I've never, ever, written any fiction of any length that was any good. As an example, as a teenager I once thought of a story idea that even I knew made no sense: there's this blind guy, see, and one day he meets a girl that he can see. Why, and then what? I never had any idea, although if I tell you that I thought maybe it's because the girl was radioactive, perhaps you'll see how I don't have the deft poetic touch you'd need to turn this into something worthwhile. But I'd think about this idea every couple of years, and wonder if there was anything to be gleaned from it.
Well, Jack Fucking Pot: This is from a feature story in Wired about prosopagnosia, or face-blindness, which is, as the name implies, a complete inability to recognize faces:
And it turns out, she was totally radioactive! No, it doesn't. In fact, the article never gets back to Zoe and Mick, which is too bad. But at least I got to use the story title that I wanted to use all those years ago, as the title of this entry.WHEN ZOË HUNN WAS 14, her three closest friends decided to enter a modeling contest in a London department store. The girls tried to convince Hunn to sign up, too. She thought it was a silly idea; looks didn't matter to her, and she had no idea whether she was pretty. She had never paid much attention to her face – it didn't seem to represent who she was.

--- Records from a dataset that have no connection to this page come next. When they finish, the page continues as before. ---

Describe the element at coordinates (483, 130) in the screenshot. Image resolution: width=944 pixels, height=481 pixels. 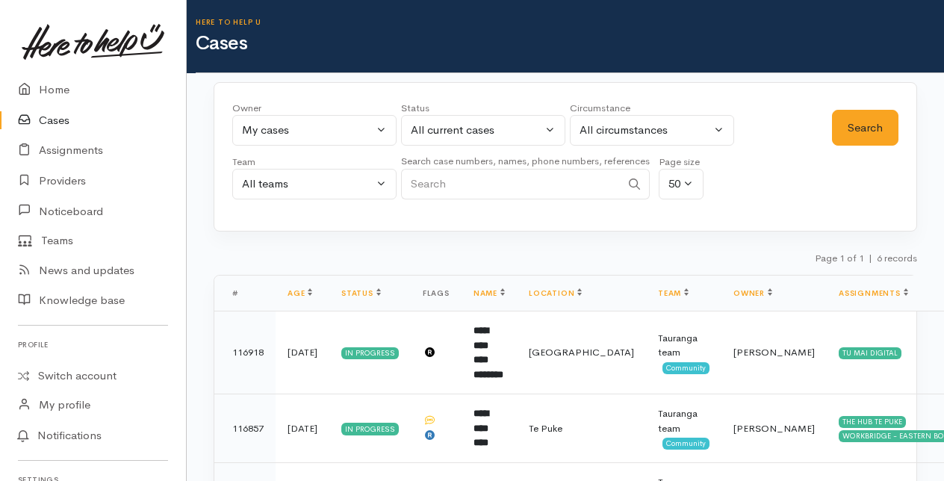
I see `button: All current cases` at that location.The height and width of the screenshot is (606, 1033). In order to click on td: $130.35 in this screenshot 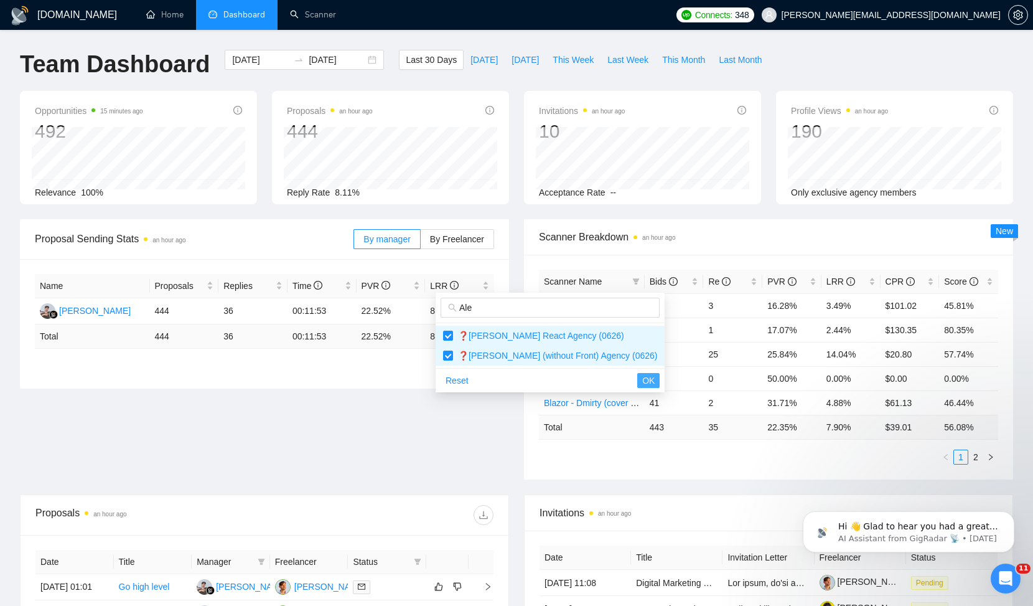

Though she didn't know it, Hunn was severely face blind. Her father had the same problem. Both just assumed that they were bad with faces, in the same way some people are bad with names. They developed elaborate coping strategies, like focusing on voices and searching for clues in a conversation. Inevitably, they embarrassed themselves.
[...]
In the summer of 2003, she traveled to Edinburgh, Scotland, for the annual theater festival. On the third night, she saw a performer who was unusually memorable. He was a tall mime with white hair and vivid black eyebrows. She stared at him. He was the first person she felt she'd ever really seen.
Later that night, the unimaginable happened: Hunn recognized him in a bar. It was like being thrown a lifeline. She mustered the courage to introduce herself and told him that his performance made her laugh. He smiled and thanked her. She learned his name was Mick, and that was all she needed. She was in love. It didn't matter that he was a 44-year-old mime trying to make ends meet. She could see him.
Mick, for his part, was captivated not by her beauty but by the way she watched him as if her whole world depended on the sight of him. It was a performer's dream, and Mick melted in the intensity of it. Despite the protests of her parents, they moved in together within a few months.